The proposed methodology uses a subset of landscape metrics
as a way of quantifying the configuration and composition of
spatial variation of land cover fraction changes produced by
MESMA. Calculating these metrics at the census tract level
(ie., each tract is considered as a collection of land cover
patches) provides an additional means of establishing and
testing the link between both social and physical drivers of
urban land cover change and sustainable policies implemented
at the local level. The temporal differences in land cover
fractions produced by MESMA are typically represented in
terms of the change of the areal percentage occupied by a
fractional class of land cover within a pixel. However,
landscape metrics operate on the assumption that individual
patches are homogeneous at the patch level. Therefore, before
landscape metrics can be applied, fractional differences have to
be reclassified such that each pixel within any census tract
corresponds to one, and only one, magnitude of land cover
change (i.e. higher increase, lower decrease, etc). To do so,
each individual pixel in the fuzzified layers of change produced
in the previous phase is screened in terms of whether or not a it
meets a threshold of the degree of membership (e.g. 0.7 in the
case study presented herein) in a certain magnitude of change.

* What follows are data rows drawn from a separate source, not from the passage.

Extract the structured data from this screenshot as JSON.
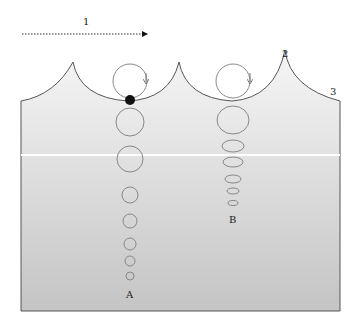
{
  "diagram": {
    "labels": {
      "direction": "1",
      "crest": "2",
      "surface": "3",
      "deep_water": "A",
      "shallow_water": "B"
    },
    "colors": {
      "water_top": "#f4f4f4",
      "water_bottom": "#c9c9c9",
      "outline": "#555555",
      "orbit": "#888888",
      "particle": "#111111"
    },
    "orbits_A": [
      {
        "cy": 81,
        "rx": 16,
        "ry": 16
      },
      {
        "cy": 123,
        "rx": 14,
        "ry": 14
      },
      {
        "cy": 160,
        "rx": 13,
        "ry": 13
      },
      {
        "cy": 195,
        "rx": 8,
        "ry": 8
      },
      {
        "cy": 221,
        "rx": 7,
        "ry": 7
      },
      {
        "cy": 244,
        "rx": 6,
        "ry": 6
      },
      {
        "cy": 261,
        "rx": 5,
        "ry": 5
      },
      {
        "cy": 276,
        "rx": 4,
        "ry": 4
      }
    ],
    "orbits_B": [
      {
        "cy": 81,
        "rx": 16,
        "ry": 16
      },
      {
        "cy": 119,
        "rx": 16,
        "ry": 13
      },
      {
        "cy": 146,
        "rx": 11,
        "ry": 6
      },
      {
        "cy": 162,
        "rx": 10,
        "ry": 5
      },
      {
        "cy": 179,
        "rx": 8,
        "ry": 4
      },
      {
        "cy": 191,
        "rx": 6,
        "ry": 3
      },
      {
        "cy": 203,
        "rx": 5,
        "ry": 2.5
      }
    ]
  }
}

If a pixel value (i.e. the degree of membership in a specific
magnitude class) is equal to or greater than this threshold, the
pixel is classified under this magnitude of change. Thus, there
may exist up to five classes of change magnitude (higher
increase, lower increase, no change, lower decrease, and higher
decrease) calculated for each class within any census tract.
The next step is to select a subset of landscape metrics that best
quantifies the ecological patterns of land cover change within
the census tracts in a given study area. The ecological patterns
are quantified in terms of the configuration of patches of pixels
of a given magnitude of change in a given land cover class
within a census tract (i.e. class level metrics). Table 1 shows the
subsets of metrics that have been used in the case study
presented in this paper. As shown in the table, there are metrics
that essentially measure different properties in the same way
and at the same level such as PLADJ and AI. Thus, we should
expect that some of the measures resulting from these metrics
would be highly correlated with each other. This redundancy is
deemed important in the proposed methodology because each
metric points to a slightly different aspect of the spatial
structure of urban places. In the case study presented below, the
calculation of all these metrics was done through a software
505
International Archives of the Photogrammetry, Remote Sensing and Spatial Information Sciences, Vol XXXV, Part B7. Istanbul 2004
package called FRAGSTATS (version 3), designed to compute
a wide variety of landscape metrics for categorical map
patterns.
Table 1: Description of landscape metrics applied at the
land cover class level within a census tract
: Class Metrics
Metric Property Measured
PD - Patch density Areal composition
LPI - Largest patch index Areal composition
PAFRAC - Perimeter-Area Fractal | Shape complexity
Dimension
ggregation of land cover
PLADJ - Percentage of Like Degree of a
Adjacencies class
AL Indéx of Aggregation Degree of aggregation of land cover
dam class
IJI - Interspersion and Juxtaposition | Degree of interspersion or intermixing
Index of land cover class
DIVISION Diversity of land cover class
Physical connectedness of the land
cover class
COHESION
3. TESTING THE METHODOLOGY IN LOS ANGELES
3.1 Study Area and Data
The study area used to test the proposed methodology is Los
Angeles County, California, a dynamic and data-rich region that
has undergone dramatic changes towards sustainable policies.
In the 1980s, urban planners and policy makers began to
formulate broader policies for sustainability (e.g. the 1989 Air
Quality Management Plan) and implement tangible processes of
technological and procedural change designed to allow cities in
this region to use less energy and materials, to pollute less, and
to create more durable social relationships with nature (Keil and
Desfor, 2003). Nurtured by the region’s strong growth control
movement in residential neighborhoods, Los Angeles’ planning
and policies in the late 1990s began to reflect a leaning towards
vertical growth and urban greenness (Pincetl et al, 2003).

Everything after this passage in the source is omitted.